By Amy Sun, Queen’s University

Classical economic theory treats the transaction process as an instantaneous step. Experience from the real world, however, suggests that in many contexts this simplification is too much of an abstraction from reality.Read More »

How long campaigns can make candidates more extreme

By Christopher Cotton, Queen’s University

An except from an article published in The Washington Post.

As the 2016 U.S. presidential hopefuls begin announcing their candidacies, Americans are readying themselves for more than a year and a half of political campaigning.  That’s a long time. Long enough to perhaps cost $5 billion.

There are benefits to a long campaign season. As Calvin Coolidge said, “The purpose of a campaign is to send an intelligent and informed voter to the ballot box.” Campaigns may help inform voters and enable them to develop more accurate assessments of the candidates. Long campaigns have the potential to do this even more effectively.

But there is also a downside. In a new article (ungated here) Raphael Boleslavsky and I show that informative campaigns can also decrease the incentives for candidates to moderate their views. In other words, more informative campaigns encourage polarization between politicians, which tends to make voters worse off.

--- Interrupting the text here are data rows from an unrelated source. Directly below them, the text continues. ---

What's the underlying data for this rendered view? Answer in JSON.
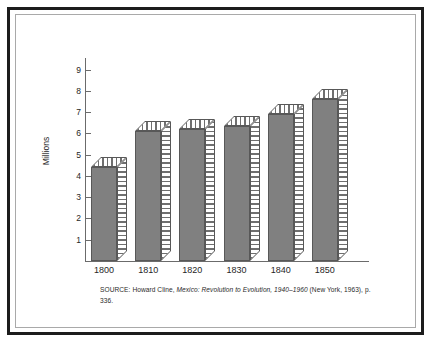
{
  "figure": {
    "frame": {
      "outer_border_color": "#1c1c1c",
      "inner_border_color": "#a9a9a9",
      "background": "#ffffff"
    }
  },
  "source_note": {
    "label": "SOURCE:",
    "author": "Howard Cline,",
    "title_italic": "Mexico: Revolution to Evolution, 1940–1960",
    "publication": "(New York, 1963), p. 336."
  },
  "chart_data": {
    "type": "bar",
    "title": "",
    "subtitle": "",
    "xlabel": "",
    "ylabel": "Millions",
    "categories": [
      "1800",
      "1810",
      "1820",
      "1830",
      "1840",
      "1850"
    ],
    "values": [
      4.4,
      6.1,
      6.2,
      6.35,
      6.9,
      7.6
    ],
    "series": [
      {
        "name": "Population",
        "values": [
          4.4,
          6.1,
          6.2,
          6.35,
          6.9,
          7.6
        ]
      }
    ],
    "ylim": [
      0,
      9.55
    ],
    "yticks": [
      1,
      2,
      3,
      4,
      5,
      6,
      7,
      8,
      9
    ],
    "ytick_labels": [
      "1",
      "2",
      "3",
      "4",
      "5",
      "6",
      "7",
      "8",
      "9"
    ],
    "grid": false,
    "legend": false,
    "legend_position": "none",
    "bar_style": "pseudo-3d",
    "bar_face_color": "#808080",
    "bar_hatch_color": "#6f6f6f",
    "axis_color": "#6b6b6b"
  }
}
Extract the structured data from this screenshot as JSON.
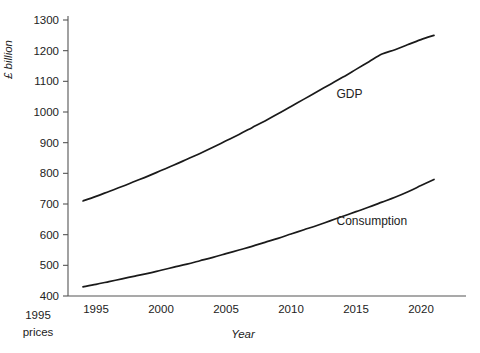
{
  "chart_data": {
    "type": "line",
    "title": "",
    "xlabel": "Year",
    "ylabel": "£ billion",
    "ylabel_note": "1995 prices",
    "xlim": [
      1993.5,
      2021.5
    ],
    "ylim": [
      400,
      1300
    ],
    "grid": false,
    "legend_position": "inline-annotation",
    "y_ticks": [
      400,
      500,
      600,
      700,
      800,
      900,
      1000,
      1100,
      1200,
      1300
    ],
    "y_tick_labels": [
      "400",
      "500",
      "600",
      "700",
      "800",
      "900",
      "1000",
      "1100",
      "1200",
      "1300"
    ],
    "x_ticks": [
      1995,
      2000,
      2005,
      2010,
      2015,
      2020
    ],
    "x_tick_labels": [
      "1995",
      "2000",
      "2005",
      "2010",
      "2015",
      "2020"
    ],
    "x": [
      1994,
      1995,
      1996,
      1997,
      1998,
      1999,
      2000,
      2001,
      2002,
      2003,
      2004,
      2005,
      2006,
      2007,
      2008,
      2009,
      2010,
      2011,
      2012,
      2013,
      2014,
      2015,
      2016,
      2017,
      2018,
      2019,
      2020,
      2021
    ],
    "series": [
      {
        "name": "GDP",
        "color": "#1a1a1a",
        "label_x": 2013.5,
        "label_y": 1045,
        "values": [
          710,
          725,
          741,
          757,
          774,
          791,
          809,
          827,
          846,
          865,
          885,
          906,
          927,
          949,
          971,
          994,
          1018,
          1042,
          1066,
          1090,
          1114,
          1139,
          1164,
          1189,
          1203,
          1220,
          1236,
          1250
        ]
      },
      {
        "name": "Consumption",
        "color": "#1a1a1a",
        "label_x": 2013.5,
        "label_y": 630,
        "values": [
          430,
          438,
          447,
          456,
          465,
          474,
          484,
          494,
          504,
          515,
          526,
          538,
          550,
          562,
          575,
          588,
          602,
          616,
          630,
          645,
          660,
          675,
          690,
          706,
          722,
          740,
          760,
          780
        ]
      }
    ]
  },
  "labels": {
    "y_axis_title": "£ billion",
    "x_axis_title": "Year",
    "corner_line1": "1995",
    "corner_line2": "prices",
    "gdp_label": "GDP",
    "consumption_label": "Consumption"
  }
}
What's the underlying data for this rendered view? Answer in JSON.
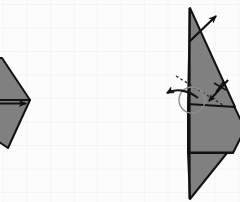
{
  "document": {
    "kind": "origami-fold-diagram",
    "title": "Origami folding step diagram",
    "background": {
      "name": "graph-paper",
      "paper_color": "#fcfcfc",
      "grid_color": "#e7e9ec",
      "grid_spacing_px": 23.5,
      "grid_origin_x": 3,
      "grid_origin_y": 4
    },
    "canvas": {
      "width": 240,
      "height": 202
    }
  },
  "style": {
    "fill_gray": "#808080",
    "fill_gray_dark": "#767676",
    "stroke_black": "#111111",
    "stroke_width": 2,
    "dashed_stroke": "#2b2b2b",
    "rotation_stroke": "#4a4a4a",
    "circle_stroke": "#8d8d8d"
  },
  "figures": [
    {
      "id": "left-model",
      "name": "left-folded-model",
      "label": "",
      "clipped_at_left_edge": true,
      "shapes": [
        {
          "name": "left-upper-flap",
          "points": "-18,58 2,58 30,100 -4,118 -20,96",
          "fill": "#808080"
        },
        {
          "name": "left-lower-flap",
          "points": "-20,100 30,100 8,148 -16,132",
          "fill": "#808080"
        }
      ],
      "arrows": [
        {
          "name": "left-push-arrow",
          "type": "straight",
          "from_x": -6,
          "from_y": 103,
          "to_x": 30,
          "to_y": 103,
          "head": "solid-triangle"
        }
      ]
    },
    {
      "id": "right-model",
      "name": "right-folded-model",
      "label": "",
      "clipped_at_right_edge": true,
      "shapes": [
        {
          "name": "right-main-triangle",
          "points": "190,8 234,106 188,104",
          "fill": "#808080"
        },
        {
          "name": "right-lower-body",
          "points": "188,104 234,106 244,128 232,152 188,152",
          "fill": "#808080"
        },
        {
          "name": "right-bottom-spike",
          "points": "188,152 226,152 190,198",
          "fill": "#808080"
        }
      ],
      "fold_lines": [
        {
          "name": "dashed-fold-line",
          "type": "dashed",
          "from_x": 176,
          "from_y": 76,
          "to_x": 222,
          "to_y": 104
        }
      ],
      "arrows": [
        {
          "name": "unfold-arrow-top-right",
          "type": "straight",
          "from_x": 190,
          "from_y": 40,
          "to_x": 220,
          "to_y": 14,
          "head": "solid-barbed"
        },
        {
          "name": "fold-arrow-small",
          "type": "straight",
          "from_x": 226,
          "from_y": 82,
          "to_x": 208,
          "to_y": 104,
          "head": "solid-barbed",
          "cross_mark": true
        },
        {
          "name": "rotation-arrow",
          "type": "curved",
          "from_x": 196,
          "from_y": 98,
          "to_x": 166,
          "to_y": 94,
          "head": "solid-barbed",
          "circle": {
            "cx": 192,
            "cy": 100,
            "r": 13
          }
        }
      ]
    }
  ]
}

Keep reading at The Washington Post

The unrecognized benefits of grade inflation

By Raphael Boleslavsky (University of Miami) and Christopher Cotton (Queen’s University)

Grade inflation is widely viewed as detrimental, compromising the quality of education and reducing the information content of student transcripts for employers. This column argues that there may be benefits to allowing grade inflation when universities’ investment decisions are taken into account. With grade inflation, student transcripts convey less information, so employers rely less on transcripts and more on universities’ reputations. This incentivises universities to make costly investments to improve the quality of their education and the average ability of their graduates.

Read the full article at VoxEU

How corporate money will reshape politics: Help for challengers

By Christopher Cotton (Queen’s University)

Critics of the court’s decision in Citizens United say that deep-pocketed interests (the oil, electricity, and telecommunications businesses, for example) have been given a dangerous level of influence over election outcomes. It is true that the absence of spending limits increases the likelihood of politicians accepting campaign funding for policy favors. But the overall impact may be less harmful than critics fear.